Friday, November 15, 2013

HOLLYWOOD TRASH




They moved in one day towards the end of  1980’s, during unseasonably hot October, in a dusty red late-model pickup with New Mexico plates, though they were originally from Indiana. They lived next door to my punk crash pad Disgraceland  for months, but somehow, the things they’d unloaded – some lawn furniture, a  useless washing machine, a dilapidated couch and matching rocker– never left the front porch. 

There were four of them: Chet, a sour, middle-aged man who looked like he’d been a ruggedly handsome greaser-type about twenty-five years ago, and his wife Joy.  Chet still wore his hair in a thinning, stringy D.A. and was never without cowboy boots.  Joy had seventies-style aviator-frame glasses over a cheerful-yet-doughy face.  She was kind of spreading across the hips and favored polyester ensembles that looked like Sears or J.C. Penney’s. She was pleasant enough, though, always watering the lawn barefoot and yelling greetings to me over the fence in a husky voice. Her laughter usually turned into a smoker’s hack, but it was genuine. Their kids, a skinny little girl named Vicky and an acne-ridden adolescent Chet whose name I never discovered, used to hang around the driveway in their friend’s cars, listening to Golden Oldies on the radio.  The son was surly and looked like what Erskine Caldwell would’ve described as “shiftless.” He was as silent as Chet, and both of spent their days unemployed, sitting amidst the rubble on the front stoop drinking can after can of Budweiser, in graying sleeveless T-shirts and Levi’s.

Vicky, however, was full of chatter. She used to come over to the Disgraceland  porch all the time, asking questions non-stop. We’d talk about make-up and cute guys. In the space of a summer, I watched her go from a bony pubescent to a tall, peroxide-blonde teenage dish in tight stretch-jeans and tube tops.

 Even though I was  barely out of my teens, it was disconcerting seeing  her grow up  practically over night. She’d crack her gum like a waitress and ask if she could bum cigarettes, then furtively smoke them just inside the front door to avoid parental detection. Pretty soon, she was keeping a Marlboro Red box in her purse, wearing too much Ultra Lash mascara, and showing me pictures of Emil, her low-rider boyfriend. Joy would call her around dinnertime, loudly and frequently, but Vicky would lay on my couch, one leg slung over the arm, yawning with feigned nonchalance.  She seemed  at home and comfortable with  the vast sea of beer bottles  covering the coffee table, and the stacks of trashed amplifiers littering the floor.

 I began to notice her on Hollywood Boulevard in the afternoons, a sure sign she was cutting classes at Hollywood High. When I delicately broached this subject with her one day, she countered by asking if I had a smoke, and then informed me that if I wanted any “dope or dust,” Emil had some for sale. She had a brand new, tiny cross and c/s (Con Safos) tattooed jailhouse-style in the web of skin between her thumb and forefinger on her left hand. She lit her cigarette with a Bic encased in silver, with a turquoise and mother-of-pearl design inlaid.

In the meantime, the son had gotten some girl who looked no older than Vicky pregnant, and she’d moved into the apartment with him. I could hear Chet and Joy arguing over this loudly, and soon after, Chet, dour as ever, was on the porch drinking straight Jack Daniels, not Bud.

One day, Vicky came over and asked if she could borrow my typewriter. I hadn’t seen her in a while and was pleased that she seemed to be concentrating on her homework.

“What would you like to use it for?” I asked politely, in a tone I hoped was encouraging. Even though it was abundantly clear I was living a degenerate rock ‘n’ roll lifestyle, I was trying to be A Role Model.

“Oh,” Vicky sniffed, “It’s not for me, I don’t want it, it’s for Joy.” She’d recently began referring to her mom by her first name.
“She’s writing a book.”

“Really?” I said, more than a little impressed. “What about?”

Vicky sighed long and drawn out, and kind of rolled her eyes.

“Oh… you know… The Lord.”

Two weeks later, the whole clan was gone. The building’s manager, in a confidential moment, told me they’d left in the middle of the night and skipped out on four months worth of back rent.


##

 Purchase my new book “Showgirl Confidential: Mt Life Onstage, Backstage And On The Road here:

For a signed copy of “Showgirl Confidential”, click here:

1 comment:

  1. Are you paying over $5 / pack of cigs? I'm buying all my cigs over at Duty Free Depot and this saves me over 50%.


Copy every record below exactly, leaving out any pictures.

______

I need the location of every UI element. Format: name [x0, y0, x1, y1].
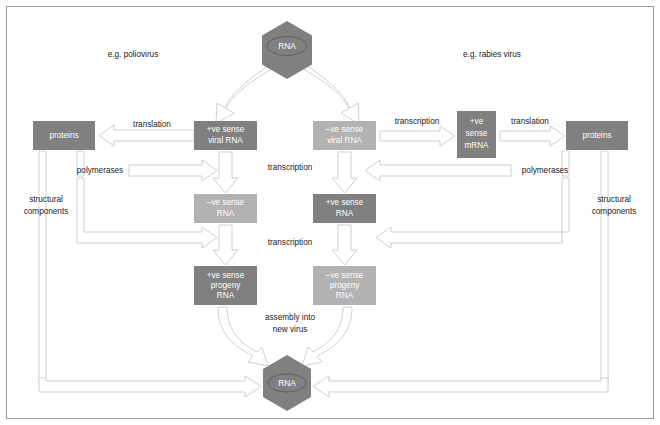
node-neg-sense-rna: –ve sense RNA: [194, 194, 257, 223]
arrow-translation-right: [500, 126, 565, 146]
arrow-rna-to-neg-viral: [298, 62, 359, 124]
label-structural-left-line1: structural: [29, 195, 63, 204]
node-pos-sense-rna-line1: +ve sense: [326, 198, 364, 207]
node-neg-progeny-line2: progeny: [330, 281, 360, 290]
node-pos-progeny-line1: +ve sense: [207, 271, 245, 280]
node-neg-progeny-line3: RNA: [336, 291, 354, 300]
diagram-canvas: RNA e.g. poliovirus e.g. rabies virus tr…: [0, 0, 660, 425]
node-neg-sense-rna-line1: –ve sense: [207, 198, 245, 207]
arrow-polymerases-right-lower: [376, 178, 569, 248]
label-polymerases-right: polymerases: [522, 166, 568, 175]
arrow-polymerases-right-upper: [365, 160, 511, 181]
node-pos-sense-rna-line2: RNA: [336, 209, 354, 218]
node-pos-mrna-line1: +ve: [470, 117, 484, 126]
node-pos-viral-rna-line2: viral RNA: [208, 136, 243, 145]
node-pos-viral-rna-line1: +ve sense: [207, 125, 245, 134]
label-example-right: e.g. rabies virus: [463, 50, 521, 59]
label-transcription-mid-upper: transcription: [268, 163, 313, 172]
node-neg-viral-rna-line2: viral RNA: [327, 136, 362, 145]
node-proteins-left: proteins: [33, 121, 95, 150]
node-proteins-right-label: proteins: [582, 131, 611, 140]
label-polymerases-left: polymerases: [77, 166, 123, 175]
virus-replication-diagram: RNA e.g. poliovirus e.g. rabies virus tr…: [0, 0, 660, 425]
arrow-transcription-to-mrna: [380, 126, 455, 146]
arrow-structural-left-to-rna: [39, 376, 261, 397]
node-neg-viral-rna-line1: –ve sense: [326, 125, 364, 134]
node-pos-mrna-line3: mRNA: [464, 141, 489, 150]
node-proteins-left-label: proteins: [49, 131, 78, 140]
node-neg-viral-rna: –ve sense viral RNA: [313, 121, 376, 150]
label-structural-right-line1: structural: [597, 195, 631, 204]
node-proteins-right: proteins: [566, 121, 628, 150]
arrow-pos-sense-to-neg-progeny: [332, 225, 357, 265]
node-pos-sense-rna: +ve sense RNA: [313, 194, 376, 223]
arrow-neg-sense-to-pos-progeny: [213, 225, 238, 265]
arrow-neg-viral-to-pos-sense: [332, 152, 357, 193]
node-neg-progeny-line1: –ve sense: [326, 271, 364, 280]
node-pos-mrna: +ve sense mRNA: [457, 111, 496, 158]
node-neg-sense-rna-line2: RNA: [217, 209, 235, 218]
node-rna-top-label: RNA: [278, 41, 296, 51]
label-translation-left: translation: [133, 120, 171, 129]
node-pos-progeny-rna: +ve sense progeny RNA: [194, 266, 257, 305]
arrow-structural-right-to-rna: [313, 376, 608, 397]
label-transcription-right: transcription: [395, 117, 440, 126]
label-example-left: e.g. poliovirus: [108, 50, 159, 59]
node-pos-viral-rna: +ve sense viral RNA: [194, 121, 257, 150]
line-structural-right: [601, 151, 608, 386]
node-pos-progeny-line2: progeny: [211, 281, 241, 290]
label-assembly-line1: assembly into: [265, 313, 316, 322]
node-rna-bottom-label: RNA: [278, 378, 296, 388]
arrow-polymerases-left-upper: [129, 160, 217, 181]
arrow-assembly-left: [218, 307, 268, 366]
arrow-rna-to-pos-viral: [216, 62, 277, 124]
label-structural-right-line2: components: [592, 207, 637, 216]
node-pos-mrna-line2: sense: [466, 129, 488, 138]
label-structural-left-line2: components: [24, 207, 69, 216]
node-neg-progeny-rna: –ve sense progeny RNA: [313, 266, 376, 305]
label-assembly-line2: new virus: [273, 325, 308, 334]
label-translation-right: translation: [511, 117, 549, 126]
arrow-pos-viral-to-neg-sense: [213, 152, 238, 193]
label-transcription-mid-lower: transcription: [268, 238, 313, 247]
line-structural-left: [39, 151, 46, 386]
node-pos-progeny-line3: RNA: [217, 291, 235, 300]
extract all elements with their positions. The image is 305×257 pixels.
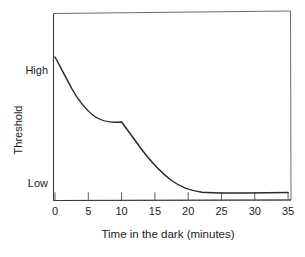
threshold-curve [55,57,288,193]
x-axis-line [54,200,292,201]
y-tick-label-low: Low [28,177,48,189]
chart-figure: High Low Threshold 0 5 10 15 20 25 30 35… [0,0,305,257]
x-tick-label-35: 35 [282,205,294,217]
x-tick-label-30: 30 [249,205,261,217]
x-tick-label-15: 15 [149,205,161,217]
y-axis-title: Threshold [12,106,24,155]
plot-frame [54,11,292,201]
x-tick-label-0: 0 [52,205,58,217]
y-tick-label-high: High [25,64,48,76]
dark-adaptation-chart: High Low Threshold 0 5 10 15 20 25 30 35… [0,0,305,257]
x-tick-label-5: 5 [85,205,91,217]
x-tick-label-25: 25 [215,205,227,217]
x-tick-label-10: 10 [115,205,127,217]
x-axis-title: Time in the dark (minutes) [101,228,234,240]
x-axis-tick-labels: 0 5 10 15 20 25 30 35 [52,205,294,217]
x-tick-label-20: 20 [182,205,194,217]
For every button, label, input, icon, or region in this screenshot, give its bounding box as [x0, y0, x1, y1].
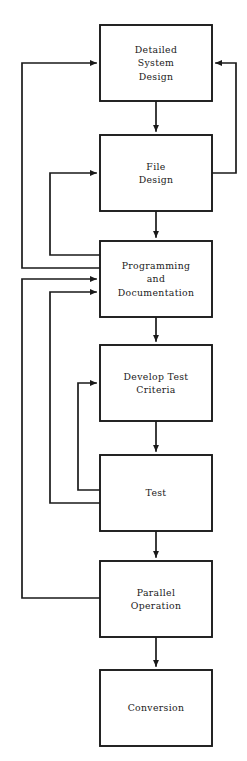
feedback-line-test-to-develop-test-criteria [78, 383, 100, 490]
process-box-test[interactable]: Test [100, 455, 212, 531]
box-label-line: Design [139, 174, 174, 185]
feedback-line-programming-and-documentation-to-detailed-system-design [22, 63, 100, 268]
box-label-line: Documentation [118, 287, 195, 298]
box-label-line: and [147, 273, 166, 284]
box-label-line: File [146, 161, 165, 172]
process-box-conversion[interactable]: Conversion [100, 670, 212, 746]
box-label-line: Detailed [135, 44, 177, 55]
box-label-line: Parallel [137, 587, 176, 598]
flowchart-svg: DetailedSystemDesignFileDesignProgrammin… [0, 0, 247, 761]
process-box-programming-and-documentation[interactable]: ProgrammingandDocumentation [100, 241, 212, 317]
box-label-line: Operation [131, 600, 182, 611]
feedback-line-file-design-to-detailed-system-design [212, 63, 236, 173]
box-label-line: Programming [122, 260, 191, 271]
feedback-line-programming-and-documentation-to-file-design [50, 173, 100, 255]
feedback-line-parallel-operation-to-programming-and-documentation [22, 279, 100, 598]
box-label-line: Design [139, 71, 174, 82]
process-box-file-design[interactable]: FileDesign [100, 135, 212, 211]
box-label-conversion: Conversion [128, 702, 185, 713]
flowchart-canvas: DetailedSystemDesignFileDesignProgrammin… [0, 0, 247, 761]
box-outline-file-design [100, 135, 212, 211]
box-label-line: Test [146, 487, 167, 498]
box-label-line: Criteria [136, 384, 176, 395]
box-label-line: Develop Test [124, 371, 189, 382]
box-label-test: Test [146, 487, 167, 498]
process-boxes-group: DetailedSystemDesignFileDesignProgrammin… [100, 25, 212, 746]
process-box-develop-test-criteria[interactable]: Develop TestCriteria [100, 345, 212, 421]
process-box-detailed-system-design[interactable]: DetailedSystemDesign [100, 25, 212, 101]
box-label-line: System [138, 57, 175, 68]
box-label-detailed-system-design: DetailedSystemDesign [135, 44, 177, 81]
box-outline-parallel-operation [100, 561, 212, 637]
feedback-line-test-to-programming-and-documentation [50, 292, 100, 503]
process-box-parallel-operation[interactable]: ParallelOperation [100, 561, 212, 637]
box-label-line: Conversion [128, 702, 185, 713]
box-outline-develop-test-criteria [100, 345, 212, 421]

______

__RESULT BELOW__:
I need the location of every UI element. Format: name [x0, y0, x1, y1].
node-neg-sense-rna: –ve sense RNA: [194, 194, 257, 223]
arrow-translation-right: [500, 126, 565, 146]
arrow-rna-to-neg-viral: [298, 62, 359, 124]
label-structural-left-line1: structural: [29, 195, 63, 204]
node-pos-sense-rna-line1: +ve sense: [326, 198, 364, 207]
node-neg-progeny-line2: progeny: [330, 281, 360, 290]
node-pos-progeny-line1: +ve sense: [207, 271, 245, 280]
node-neg-progeny-line3: RNA: [336, 291, 354, 300]
diagram-canvas: RNA e.g. poliovirus e.g. rabies virus tr…: [0, 0, 660, 425]
node-neg-sense-rna-line1: –ve sense: [207, 198, 245, 207]
arrow-polymerases-right-lower: [376, 178, 569, 248]
label-polymerases-right: polymerases: [522, 166, 568, 175]
arrow-polymerases-right-upper: [365, 160, 511, 181]
node-pos-sense-rna-line2: RNA: [336, 209, 354, 218]
node-pos-mrna-line1: +ve: [470, 117, 484, 126]
node-pos-viral-rna-line2: viral RNA: [208, 136, 243, 145]
node-pos-viral-rna-line1: +ve sense: [207, 125, 245, 134]
label-example-right: e.g. rabies virus: [463, 50, 521, 59]
label-transcription-mid-upper: transcription: [268, 163, 313, 172]
node-neg-viral-rna-line2: viral RNA: [327, 136, 362, 145]
node-proteins-left: proteins: [33, 121, 95, 150]
node-proteins-right-label: proteins: [582, 131, 611, 140]
label-polymerases-left: polymerases: [77, 166, 123, 175]
virus-replication-diagram: RNA e.g. poliovirus e.g. rabies virus tr…: [0, 0, 660, 425]
arrow-transcription-to-mrna: [380, 126, 455, 146]
arrow-structural-left-to-rna: [39, 376, 261, 397]
node-neg-viral-rna-line1: –ve sense: [326, 125, 364, 134]
node-pos-mrna-line3: mRNA: [464, 141, 489, 150]
node-proteins-left-label: proteins: [49, 131, 78, 140]
node-neg-viral-rna: –ve sense viral RNA: [313, 121, 376, 150]
label-structural-right-line1: structural: [597, 195, 631, 204]
node-proteins-right: proteins: [566, 121, 628, 150]
arrow-pos-sense-to-neg-progeny: [332, 225, 357, 265]
node-pos-sense-rna: +ve sense RNA: [313, 194, 376, 223]
arrow-neg-sense-to-pos-progeny: [213, 225, 238, 265]
arrow-neg-viral-to-pos-sense: [332, 152, 357, 193]
node-neg-progeny-line1: –ve sense: [326, 271, 364, 280]
node-pos-mrna: +ve sense mRNA: [457, 111, 496, 158]
node-neg-sense-rna-line2: RNA: [217, 209, 235, 218]
node-rna-top-label: RNA: [278, 41, 296, 51]
label-translation-left: translation: [133, 120, 171, 129]
node-pos-progeny-rna: +ve sense progeny RNA: [194, 266, 257, 305]
arrow-structural-right-to-rna: [313, 376, 608, 397]
label-transcription-right: transcription: [395, 117, 440, 126]
label-example-left: e.g. poliovirus: [108, 50, 159, 59]
node-pos-viral-rna: +ve sense viral RNA: [194, 121, 257, 150]
line-structural-right: [601, 151, 608, 386]
node-pos-progeny-line2: progeny: [211, 281, 241, 290]
label-assembly-line1: assembly into: [265, 313, 316, 322]
node-rna-bottom-label: RNA: [278, 378, 296, 388]
arrow-polymerases-left-upper: [129, 160, 217, 181]
arrow-assembly-left: [218, 307, 268, 366]
arrow-rna-to-pos-viral: [216, 62, 277, 124]
label-structural-right-line2: components: [592, 207, 637, 216]
node-pos-mrna-line2: sense: [466, 129, 488, 138]
label-structural-left-line2: components: [24, 207, 69, 216]
node-neg-progeny-rna: –ve sense progeny RNA: [313, 266, 376, 305]
label-assembly-line2: new virus: [273, 325, 308, 334]
label-translation-right: translation: [511, 117, 549, 126]
arrow-pos-viral-to-neg-sense: [213, 152, 238, 193]
label-transcription-mid-lower: transcription: [268, 238, 313, 247]
line-structural-left: [39, 151, 46, 386]
node-pos-progeny-line3: RNA: [217, 291, 235, 300]
extract all elements with their positions. The image is 305×257 pixels.
threshold-curve [55,57,288,193]
x-axis-line [54,200,292,201]
y-tick-label-low: Low [28,177,48,189]
chart-figure: High Low Threshold 0 5 10 15 20 25 30 35… [0,0,305,257]
x-tick-label-35: 35 [282,205,294,217]
x-tick-label-30: 30 [249,205,261,217]
x-tick-label-15: 15 [149,205,161,217]
y-axis-title: Threshold [12,106,24,155]
plot-frame [54,11,292,201]
x-tick-label-0: 0 [52,205,58,217]
y-tick-label-high: High [25,64,48,76]
dark-adaptation-chart: High Low Threshold 0 5 10 15 20 25 30 35… [0,0,305,257]
x-tick-label-5: 5 [85,205,91,217]
x-tick-label-25: 25 [215,205,227,217]
x-tick-label-10: 10 [115,205,127,217]
x-axis-title: Time in the dark (minutes) [101,228,234,240]
x-axis-tick-labels: 0 5 10 15 20 25 30 35 [52,205,294,217]
x-tick-label-20: 20 [182,205,194,217]
For every button, label, input, icon, or region in this screenshot, give its bounding box as [x0, y0, x1, y1].
feedback-line-test-to-develop-test-criteria [78, 383, 100, 490]
process-box-test[interactable]: Test [100, 455, 212, 531]
box-label-line: Design [139, 174, 174, 185]
feedback-line-programming-and-documentation-to-detailed-system-design [22, 63, 100, 268]
box-label-line: Documentation [118, 287, 195, 298]
box-label-line: and [147, 273, 166, 284]
box-label-line: File [146, 161, 165, 172]
process-box-conversion[interactable]: Conversion [100, 670, 212, 746]
box-label-line: Detailed [135, 44, 177, 55]
box-label-line: Parallel [137, 587, 176, 598]
flowchart-svg: DetailedSystemDesignFileDesignProgrammin… [0, 0, 247, 761]
process-box-programming-and-documentation[interactable]: ProgrammingandDocumentation [100, 241, 212, 317]
box-label-line: Operation [131, 600, 182, 611]
feedback-line-file-design-to-detailed-system-design [212, 63, 236, 173]
box-label-line: Programming [122, 260, 191, 271]
feedback-line-programming-and-documentation-to-file-design [50, 173, 100, 255]
feedback-line-parallel-operation-to-programming-and-documentation [22, 279, 100, 598]
box-label-line: Design [139, 71, 174, 82]
process-box-file-design[interactable]: FileDesign [100, 135, 212, 211]
box-label-conversion: Conversion [128, 702, 185, 713]
flowchart-canvas: DetailedSystemDesignFileDesignProgrammin… [0, 0, 247, 761]
box-outline-file-design [100, 135, 212, 211]
box-label-line: Test [146, 487, 167, 498]
box-label-line: Criteria [136, 384, 176, 395]
box-label-line: Develop Test [124, 371, 189, 382]
box-label-test: Test [146, 487, 167, 498]
process-boxes-group: DetailedSystemDesignFileDesignProgrammin… [100, 25, 212, 746]
process-box-develop-test-criteria[interactable]: Develop TestCriteria [100, 345, 212, 421]
process-box-detailed-system-design[interactable]: DetailedSystemDesign [100, 25, 212, 101]
box-label-line: System [138, 57, 175, 68]
box-label-detailed-system-design: DetailedSystemDesign [135, 44, 177, 81]
box-outline-parallel-operation [100, 561, 212, 637]
feedback-line-test-to-programming-and-documentation [50, 292, 100, 503]
process-box-parallel-operation[interactable]: ParallelOperation [100, 561, 212, 637]
box-label-line: Conversion [128, 702, 185, 713]
box-outline-develop-test-criteria [100, 345, 212, 421]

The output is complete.